Chemical Cocktail, Anyone?
When I went to the Society of Environmental Toxicology and Chemistry conference last weekend, I expected to hear some of the latest research about how chemicals are affecting fish and wildlife. It turns out this research has some things to teach us about human health.
I went to the annual meeting of the Society of Environmental Toxicology and Chemistry (Pacific Northwest Chapter) last weekend expecting to hear some of the latest research about how chemicals in the environment are affecting fish and wildlife. The very first presentation of the conference was indeed about fish, but the results have implications that people would do well to consider for their own health.
Jennifer Trowell, masters student at Simon Fraser University in Burnaby, BC, has been digging deep into the hows and whys of chemicals like PCBs that build up in fish and people. She’s doing that using the liver cells of rainbow trout, which is the site of the fish’s best defense against toxic chemicals that accumulate in their bodies.

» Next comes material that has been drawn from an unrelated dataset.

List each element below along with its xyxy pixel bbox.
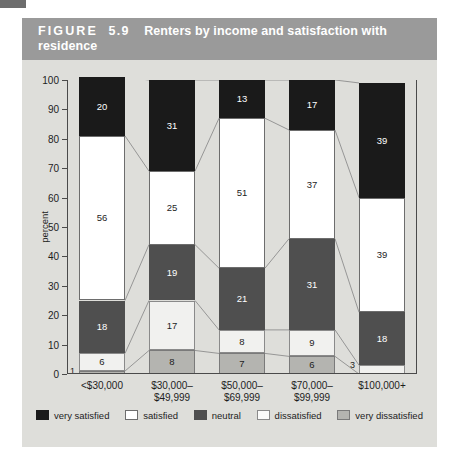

Her research shows that sometimes mixtures of chemicals can be more potent than individual chemicals. She looked at the ability of the trout to detoxify chemicals alone and in mixtures. She conducted her research using chemicals known to build up, including PCBs and benzo(a)pyrene, a chemical found in exhaust fumes and other sources. What she found was dramatic differences in ability to break the chemicals down when they were presented in mixtures.
Most strikingly, Trowell found a 30-fold decline in the breakdown of benzo(a)pyrene in the presence of other chemicals.
As tests on chemicals in our bodies prove, fish aren’t the only animals exposed to many chemicals at a time. While the standard for toxicity testing has always been to look for the effects of a single chemical, more and more research has found they can have additive or even synergistic effects—where one plus one makes more than two.
Trowell thinks the drop-off in the trout’s ability to metabolize the chemicals is due to a traffic jam at a key enzyme responsible for that job. Future research could test whether that’s the case, and whether the fish has any way to compensate for this problem.
But this is just one of many studies sounding the alarm that a one-by-one assessment of chemicals just isn’t real life. Because of that, the Safe Chemicals Act, introduced in Congress last week, makes an attempt to include assessment of chemical mixtures. But as Trowell’s new research shows, we have a lot to learn about how biological systems respond to multiple chemicals. A more sensible approach would set a short phaseout timeline for the worst of the worst chemicals—the ones like those in her study that are toxic and build up in our bodies. The new law should also force reductions in other chemicals with known hazards.
Why should we wait for decades of assessment to figure out how chemicals interact in our bodies, when we know that they’re toxic on their own?